Wisconsin Rep. James Sensenbrenner, a Republican, has emerged as the most outspoken and somewhat lonely advocate within his party of quickly restoring the "pre-clearance" portion of the voting rights act, even while his fellow Republicans remain largely silent.
"I am committed to restoring the Voting Rights Act as an effective tool to prevent racial discrimination, more subtle discrimination now than overt discrimination," Sensenbrenner said at a Republican National Committee Luncheon Monday to mark the 50th Anniversary of the March on Washington, a comment that earned him a standing ovation from the mostly African-American crowd (which was at least partial Democratic).
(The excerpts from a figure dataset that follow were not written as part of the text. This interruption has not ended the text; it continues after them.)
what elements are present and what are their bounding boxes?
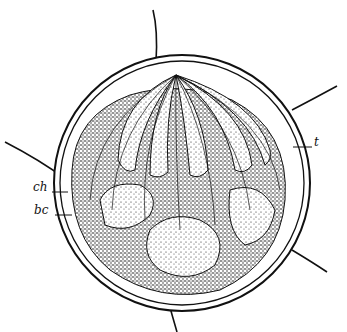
label-ch: ch: [33, 181, 47, 193]
label-bc: bc: [34, 204, 48, 216]
cell-drawing: [0, 0, 347, 332]
label-t: t: [314, 136, 319, 148]
figure-illustration: ch bc t: [0, 0, 347, 332]
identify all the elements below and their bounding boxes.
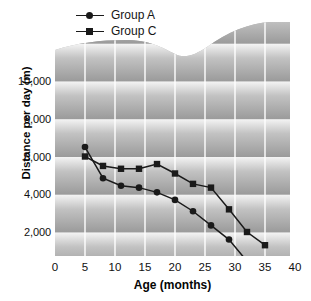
plot-background	[55, 14, 290, 256]
y-axis-title: Distance per day (m)	[20, 48, 32, 198]
plot-area	[55, 14, 290, 256]
plot-svg	[55, 14, 290, 256]
data-point	[136, 184, 143, 191]
x-tick-label-25: 25	[192, 261, 218, 273]
chart-container: 10,000 8,000 6,000 4,000 2,000 0 5 10 15…	[0, 0, 311, 301]
data-point	[190, 181, 196, 187]
x-tick-label-10: 10	[102, 261, 128, 273]
x-tick-label-20: 20	[162, 261, 188, 273]
data-point	[208, 184, 214, 190]
data-point	[226, 236, 233, 243]
y-tick-label-2000: 2,000	[0, 226, 51, 238]
data-point	[262, 242, 268, 248]
data-point	[190, 208, 197, 215]
x-tick-label-30: 30	[222, 261, 248, 273]
data-point	[100, 163, 106, 169]
data-point	[172, 170, 178, 176]
square-marker-icon	[76, 25, 104, 37]
legend-label-group-c: Group C	[111, 24, 156, 38]
data-point	[244, 229, 250, 235]
data-point	[172, 197, 179, 204]
circle-marker-icon	[76, 9, 104, 21]
x-tick-label-40: 40	[282, 261, 308, 273]
x-tick-label-15: 15	[132, 261, 158, 273]
data-point	[82, 153, 88, 159]
x-tick-label-0: 0	[42, 261, 68, 273]
x-axis-title: Age (months)	[55, 278, 290, 292]
data-point	[118, 182, 125, 189]
data-point	[118, 166, 124, 172]
legend-label-group-a: Group A	[111, 8, 155, 22]
data-point	[100, 175, 107, 182]
x-tick-label-5: 5	[72, 261, 98, 273]
data-point	[226, 206, 232, 212]
data-point	[82, 144, 89, 151]
data-point	[154, 189, 161, 196]
chart-legend: Group A Group C	[76, 8, 156, 40]
data-point	[136, 166, 142, 172]
x-tick-label-35: 35	[252, 261, 278, 273]
data-point	[208, 222, 215, 229]
legend-item-group-c: Group C	[76, 24, 156, 38]
legend-item-group-a: Group A	[76, 8, 156, 22]
data-point	[154, 161, 160, 167]
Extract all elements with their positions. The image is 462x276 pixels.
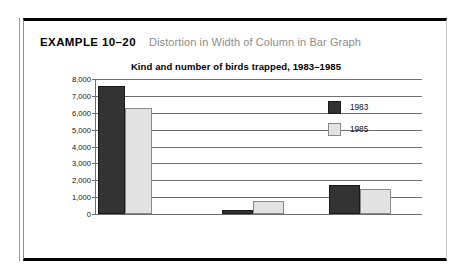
figure-frame: EXAMPLE 10–20 Distortion in Width of Col… [23,18,447,261]
y-axis-tick-label: 8,000 [57,75,91,84]
bar-sparrows-1983 [98,86,125,214]
bar-blackbirds-1985 [253,201,284,214]
y-axis-tickmark [92,130,96,131]
legend-item: 1985 [328,123,402,136]
y-axis-tick-label: 4,000 [57,142,91,151]
y-axis-tickmark [92,113,96,114]
y-axis-tick-label: 3,000 [57,159,91,168]
chart-plot-wrapper: 8,0007,0006,0005,0004,0003,0002,0001,000… [58,79,422,214]
gridline [96,79,422,80]
y-axis-tick-label: 6,000 [57,108,91,117]
y-axis-tickmark [92,180,96,181]
y-axis-tick-label: 5,000 [57,125,91,134]
y-axis-tickmark [92,79,96,80]
bar-sparrows-1985 [125,108,152,214]
y-axis-tickmark [92,197,96,198]
plot-area: 8,0007,0006,0005,0004,0003,0002,0001,000… [96,79,422,214]
bar-starlings-1983 [329,185,360,214]
y-axis-tick-label: 2,000 [57,176,91,185]
left-margin-rule [19,18,20,261]
figure-page: EXAMPLE 10–20 Distortion in Width of Col… [0,0,462,276]
gridline [96,96,422,97]
example-caption-text: Distortion in Width of Column in Bar Gra… [149,36,361,48]
chart-legend: 19831985 [328,101,402,145]
y-axis-tick-label: 0 [57,210,91,219]
example-header: EXAMPLE 10–20 Distortion in Width of Col… [40,36,361,48]
y-axis-tickmark [92,96,96,97]
bar-starlings-1985 [360,189,391,214]
dark-swatch-icon [328,101,341,114]
light-swatch-icon [328,123,341,136]
chart-title: Kind and number of birds trapped, 1983–1… [24,61,448,72]
y-axis-tick-label: 1,000 [57,193,91,202]
example-number-label: EXAMPLE 10–20 [40,36,136,48]
legend-item-label: 1983 [350,103,368,112]
bar-blackbirds-1983 [222,210,253,214]
y-axis-tickmark [92,163,96,164]
y-axis-tick-label: 7,000 [57,91,91,100]
y-axis-tickmark [92,147,96,148]
gridline [96,214,422,215]
legend-item: 1983 [328,101,402,114]
y-axis-tickmark [92,214,96,215]
legend-item-label: 1985 [350,125,368,134]
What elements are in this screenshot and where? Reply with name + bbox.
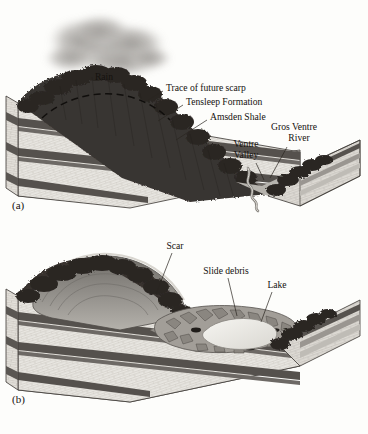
label-trace-of-future-scarp: Trace of future scarp [166,82,246,93]
label-rain: Rain [95,71,113,82]
label-ventre-valley-line2: Valley [234,149,259,160]
label-scar: Scar [166,240,184,251]
gros-ventre-landslide-figure: Rain Trace of future scarp Tensleep Form… [0,0,368,434]
label-lake: Lake [267,279,286,290]
label-gros-ventre-line2: River [288,132,310,143]
label-tensleep-formation: Tensleep Formation [186,96,263,107]
label-slide-debris: Slide debris [203,265,249,276]
panel-letter-a: (a) [12,199,25,212]
label-gros-ventre-line1: Gros Ventre [271,121,317,132]
label-ventre-valley-line1: Ventre [233,138,258,149]
panel-letter-b: (b) [12,393,25,406]
label-amsden-shale: Amsden Shale [210,111,266,122]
"The first thing we have to do is take out the monkey wrench that the Supreme Court threw at it."
Yet the court's ruling this spring has only emboldened states to move forward with changes to their laws that advocates believe are discriminatory and make it more difficult for minorities, young people and the poor to vote.
It didn't take long (only hours) for Texas to pledge that with the pre-clearance portion of the voting rights act struck down, it would move forward with voting law changes, which had previously been blocked by the Justice Department.
The Justice Department has since sued Texas to stop the voter ID law.
Making the challenge even greater, by striking down the "pre-clearance" portion of the Voting Rights Act, advocates are being forced to challenge laws in the expensive and time-consuming way: by suing in court.
"My biggest concern is that we have enough resources to be able to do it," Culliton-González of the Advancement Project said. "The Supreme Court took away really our most important tool in combating discriminatory practices.
"When you think about the resources on the other side," she added," they have good funding."